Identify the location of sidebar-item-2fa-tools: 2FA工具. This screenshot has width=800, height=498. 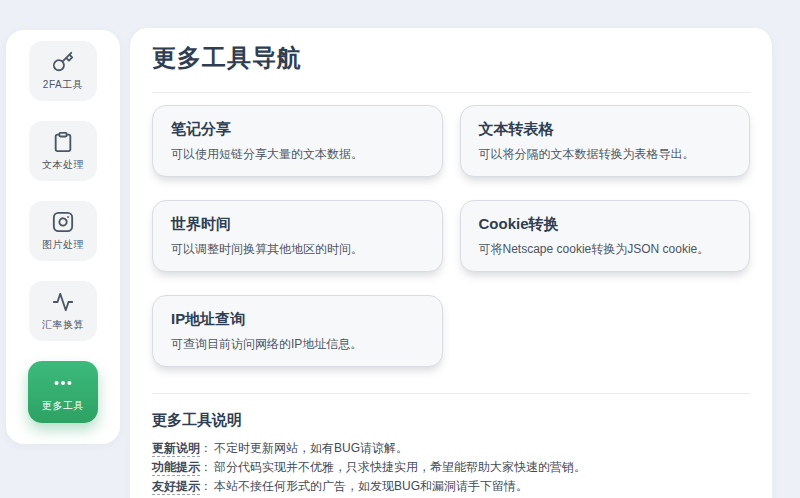
(63, 71).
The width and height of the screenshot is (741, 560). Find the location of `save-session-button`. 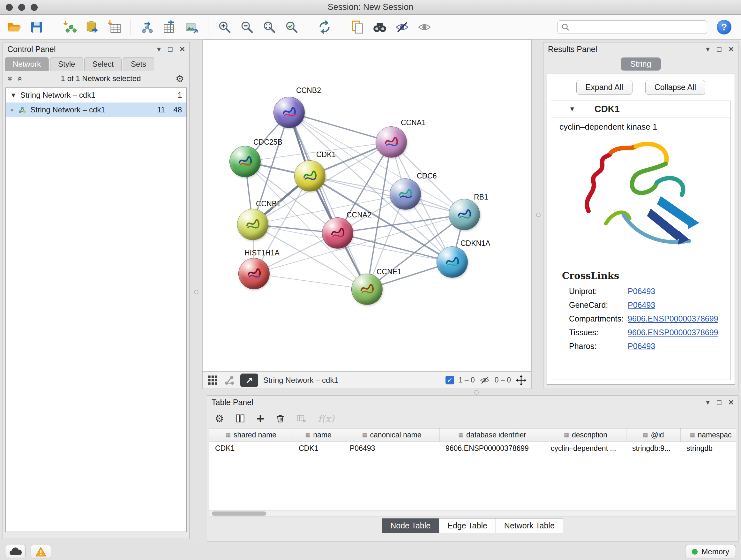

save-session-button is located at coordinates (37, 27).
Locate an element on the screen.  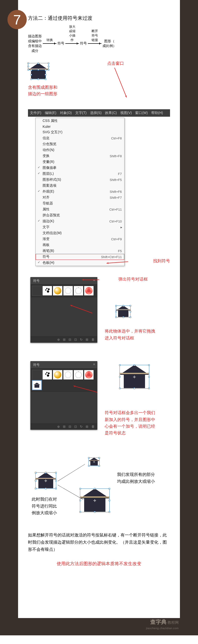
menu-item: Kuler is located at coordinates (80, 126).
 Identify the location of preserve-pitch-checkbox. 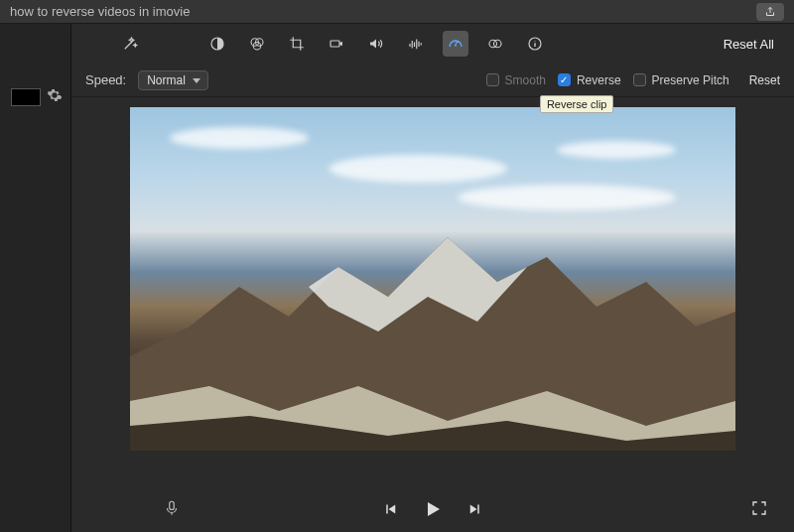
(639, 79).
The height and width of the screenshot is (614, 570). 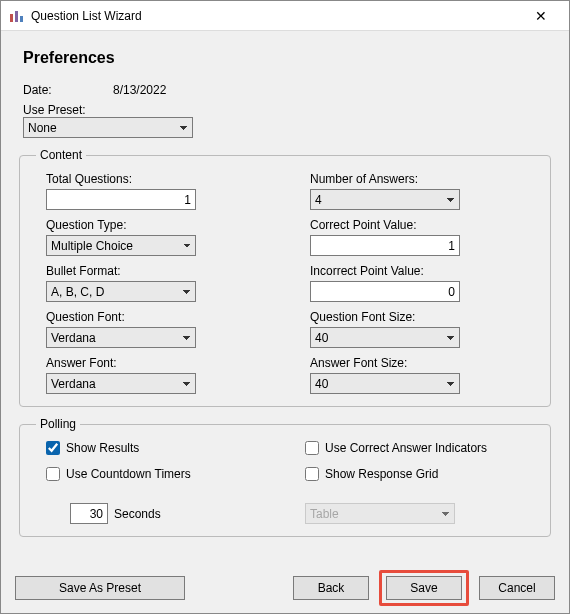 What do you see at coordinates (121, 338) in the screenshot?
I see `question-font-select: Verdana` at bounding box center [121, 338].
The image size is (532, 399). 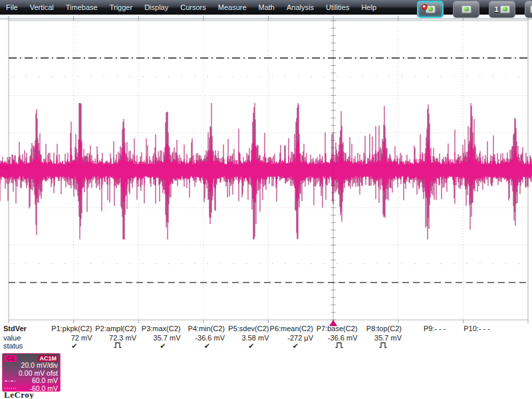 I want to click on measurement-row-status: status✔✔✔✔✔, so click(x=266, y=346).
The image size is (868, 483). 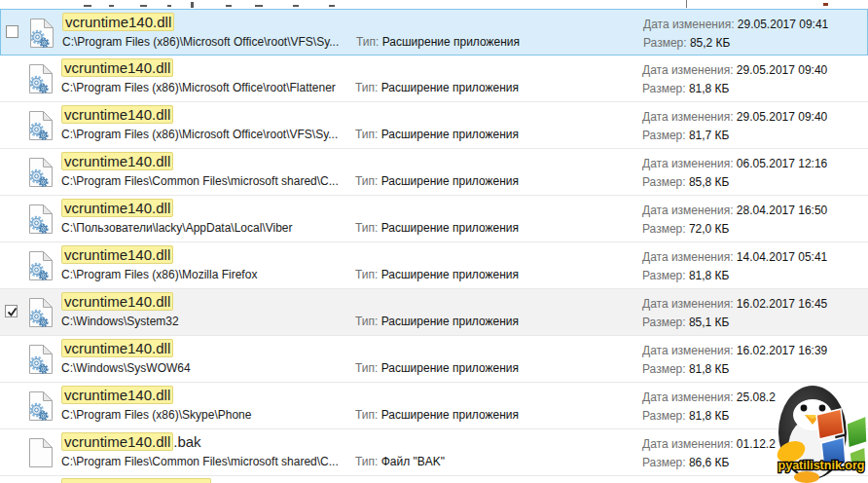 I want to click on size-line: Размер: 85,2 КБ, so click(x=736, y=43).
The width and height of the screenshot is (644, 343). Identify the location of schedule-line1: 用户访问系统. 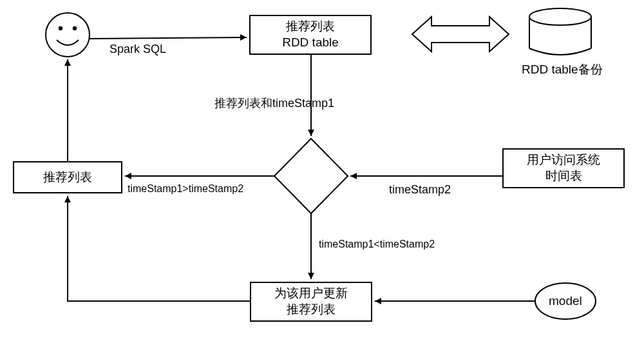
(564, 160).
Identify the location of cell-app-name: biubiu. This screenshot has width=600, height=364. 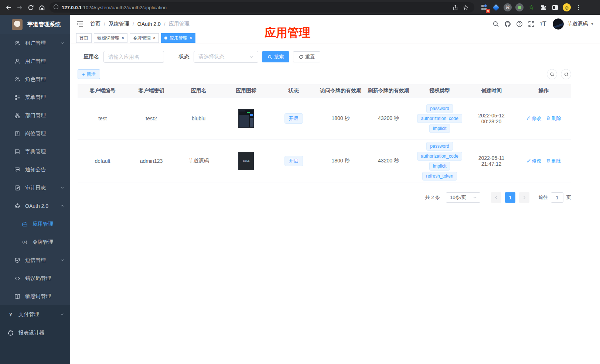
(199, 119).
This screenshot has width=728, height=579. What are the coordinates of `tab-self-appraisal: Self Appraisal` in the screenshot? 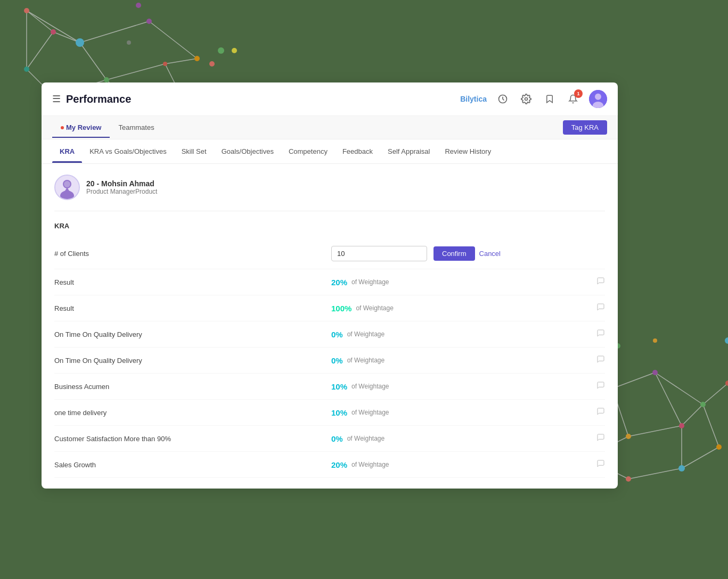 It's located at (409, 151).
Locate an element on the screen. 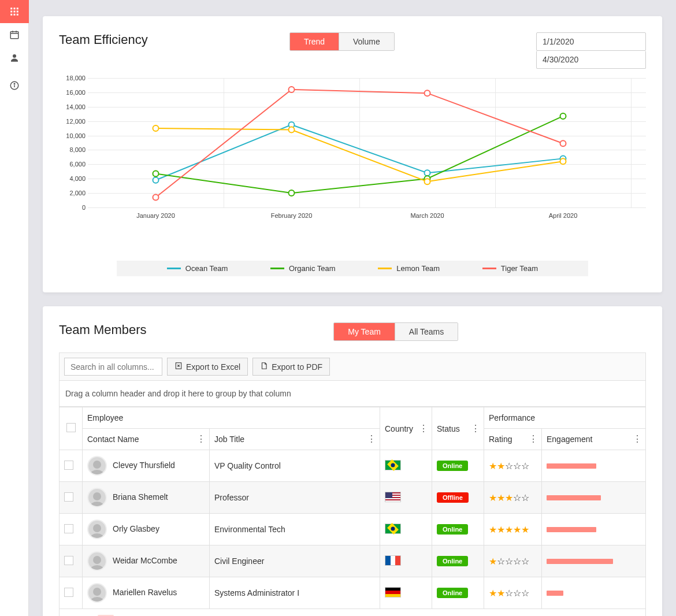 The height and width of the screenshot is (616, 676). group-drop-area: Drag a column header and drop it here to… is located at coordinates (352, 394).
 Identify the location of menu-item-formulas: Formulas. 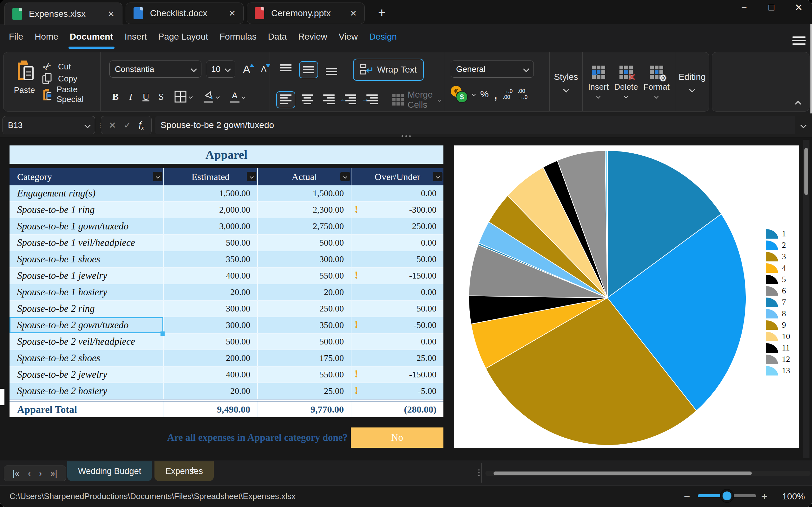
(238, 39).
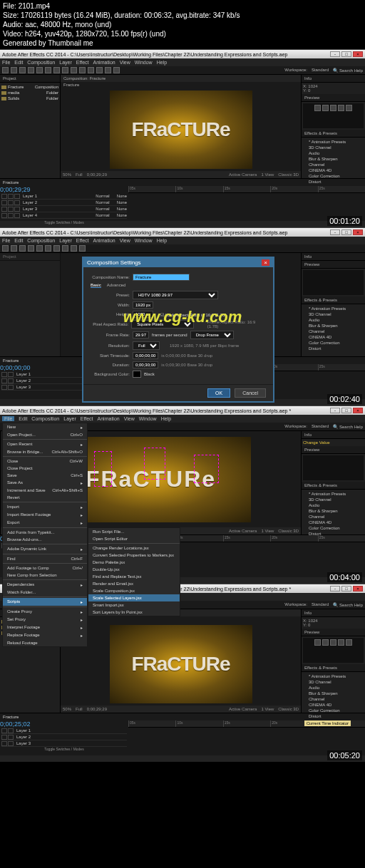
——————————
Requirement:
Give back exactly the lines from the line with "Identify the location of menu-item-formulas: Formulas." through the final line of the entries above, and keep pictures out of the copy.

Answer below:
 Identify the location of menu-item-formulas: Formulas. 
(238, 39).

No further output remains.